Mora wanted an exercise treadmill like one Arcuri used to try to recover from a heart attack, Arcuri testified.

Arcuri, a retired fish salesman and paver, was a frail-looking five-foot-five man, who limped to the witness stand. He testified through a Sicilian-language interpreter, even though he has lived in Canada since 1942.

Arcuri told court he considered Mora to be a close friend.

In September 1996, did you have any reason to be mad at him?" Arcuri's lawyer, Joe Bloomenfeld, asked.

Never," Arcuri replied.

Did you kill Enio Mora?" Bloomenfeld continued.

No," Arcuri said.

Did you have anything to do with Enio Mora getting killed?"

No," the grandfather replied.

Arcuri said he couldn't be positive that a shirt that contained his DNA and Mora's blood was one of his own, saying, I have 50 shirts."

He also said he also couldn't be sure that shoes found near Mora's body were his own, saying, I have 40 pairs of shoes."

Arcuri was sure that his own health wasn't so good.

I don't see well today," said Arcuri, when asked to comment on a crime scene photo.
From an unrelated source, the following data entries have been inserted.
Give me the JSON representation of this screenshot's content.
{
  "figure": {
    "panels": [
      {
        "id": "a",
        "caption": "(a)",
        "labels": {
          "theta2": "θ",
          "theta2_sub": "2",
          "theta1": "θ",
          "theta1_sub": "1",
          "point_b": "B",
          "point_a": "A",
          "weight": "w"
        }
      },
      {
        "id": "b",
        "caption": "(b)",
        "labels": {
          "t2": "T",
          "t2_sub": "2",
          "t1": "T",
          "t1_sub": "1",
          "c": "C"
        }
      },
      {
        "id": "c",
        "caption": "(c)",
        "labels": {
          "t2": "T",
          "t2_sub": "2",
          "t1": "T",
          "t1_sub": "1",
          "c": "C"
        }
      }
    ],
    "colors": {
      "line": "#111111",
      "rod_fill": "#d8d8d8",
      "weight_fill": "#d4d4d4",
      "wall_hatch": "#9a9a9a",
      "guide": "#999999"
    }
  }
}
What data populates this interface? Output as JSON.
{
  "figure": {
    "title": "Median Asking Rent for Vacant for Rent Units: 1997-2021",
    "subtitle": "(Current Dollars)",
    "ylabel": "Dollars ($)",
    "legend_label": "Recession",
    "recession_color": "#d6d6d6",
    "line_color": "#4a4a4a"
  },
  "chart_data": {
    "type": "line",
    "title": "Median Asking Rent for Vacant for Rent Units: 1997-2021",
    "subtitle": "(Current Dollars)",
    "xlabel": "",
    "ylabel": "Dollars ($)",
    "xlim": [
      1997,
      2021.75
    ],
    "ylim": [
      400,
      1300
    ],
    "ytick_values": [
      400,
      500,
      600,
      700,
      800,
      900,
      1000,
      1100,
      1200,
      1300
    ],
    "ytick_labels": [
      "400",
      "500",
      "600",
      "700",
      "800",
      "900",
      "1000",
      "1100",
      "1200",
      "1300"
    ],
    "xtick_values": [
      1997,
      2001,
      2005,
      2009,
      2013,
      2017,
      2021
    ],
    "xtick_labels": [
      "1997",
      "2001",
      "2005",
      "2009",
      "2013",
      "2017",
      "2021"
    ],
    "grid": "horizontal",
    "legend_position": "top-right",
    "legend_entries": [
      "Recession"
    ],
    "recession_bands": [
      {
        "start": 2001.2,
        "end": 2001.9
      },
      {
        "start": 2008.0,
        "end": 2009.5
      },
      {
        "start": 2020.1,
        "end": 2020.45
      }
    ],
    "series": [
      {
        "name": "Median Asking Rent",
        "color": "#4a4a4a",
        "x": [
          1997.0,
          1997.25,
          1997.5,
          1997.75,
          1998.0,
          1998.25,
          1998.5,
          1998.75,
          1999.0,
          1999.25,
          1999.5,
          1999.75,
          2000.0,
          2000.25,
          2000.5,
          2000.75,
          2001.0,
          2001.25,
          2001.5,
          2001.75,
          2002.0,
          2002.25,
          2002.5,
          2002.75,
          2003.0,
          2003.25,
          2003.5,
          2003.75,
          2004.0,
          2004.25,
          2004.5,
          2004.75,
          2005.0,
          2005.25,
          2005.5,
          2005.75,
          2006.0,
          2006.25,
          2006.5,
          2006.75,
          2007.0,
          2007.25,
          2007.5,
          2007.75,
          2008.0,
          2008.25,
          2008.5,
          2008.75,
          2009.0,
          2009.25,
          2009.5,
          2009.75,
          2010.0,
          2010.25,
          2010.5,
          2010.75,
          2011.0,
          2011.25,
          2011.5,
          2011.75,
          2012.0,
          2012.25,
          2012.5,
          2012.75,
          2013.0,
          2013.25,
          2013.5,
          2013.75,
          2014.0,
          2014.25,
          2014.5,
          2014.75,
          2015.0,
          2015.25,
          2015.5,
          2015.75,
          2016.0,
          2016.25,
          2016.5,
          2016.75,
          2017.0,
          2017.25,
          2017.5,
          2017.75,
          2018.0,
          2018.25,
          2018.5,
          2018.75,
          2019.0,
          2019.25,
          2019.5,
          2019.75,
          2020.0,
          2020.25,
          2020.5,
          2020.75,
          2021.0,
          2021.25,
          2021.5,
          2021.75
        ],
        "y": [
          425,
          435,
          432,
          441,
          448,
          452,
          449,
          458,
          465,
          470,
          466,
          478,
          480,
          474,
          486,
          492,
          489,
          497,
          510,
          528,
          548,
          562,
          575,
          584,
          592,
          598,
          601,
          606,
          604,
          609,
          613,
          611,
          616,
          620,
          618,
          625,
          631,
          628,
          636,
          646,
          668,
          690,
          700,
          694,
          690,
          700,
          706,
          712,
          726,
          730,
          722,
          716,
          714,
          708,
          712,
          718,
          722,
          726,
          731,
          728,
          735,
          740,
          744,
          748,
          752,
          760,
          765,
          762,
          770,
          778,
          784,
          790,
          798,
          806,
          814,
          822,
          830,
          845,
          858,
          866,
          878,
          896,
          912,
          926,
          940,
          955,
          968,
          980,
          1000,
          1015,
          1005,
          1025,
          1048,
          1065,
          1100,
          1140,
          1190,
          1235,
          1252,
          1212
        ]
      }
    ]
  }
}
That seemed accurate, as a lens of his glasses over his left eye was covered with a patch.

His said his memory also wasn't so good.

I don't even remember what I ate last night."

The jury was suitably impressed.

Arcuri shed tears and his family cheered when he was acquitted of second-degree murder charges in December 2002 by a Newmarket jury.

The family is very, very happy and so am I," Bloomenfeld said outside the courtroom. I don't think he would have survived in prison."

Four years later, Mora's son Vince survived a gunman's attack outside a social club in a strip mall at 253 Jevlan Avenue in the Highway 7 and Weston Road area in June 2006, when he was 26 years old.

Vince Mora was one of three men who were sitting at an outdoor table when a black sport utility vehicle with tinted windows and shiny wheel trims pulled up and a man in his 20s jumped out and opened fire.

Vince Mora was hit in the arm and abdomen and a 55-year-old Bolton man was caught by a bullet in his abdomen. They recovered from their wounds under police protection.

A 56-year-old Vaughan man who was with them was treated for gunshot wounds and quickly released from hospital.

Police wouldn't comment on the motive for the attack.

Meanwhile, the murder of Enio Mora remains unsolved.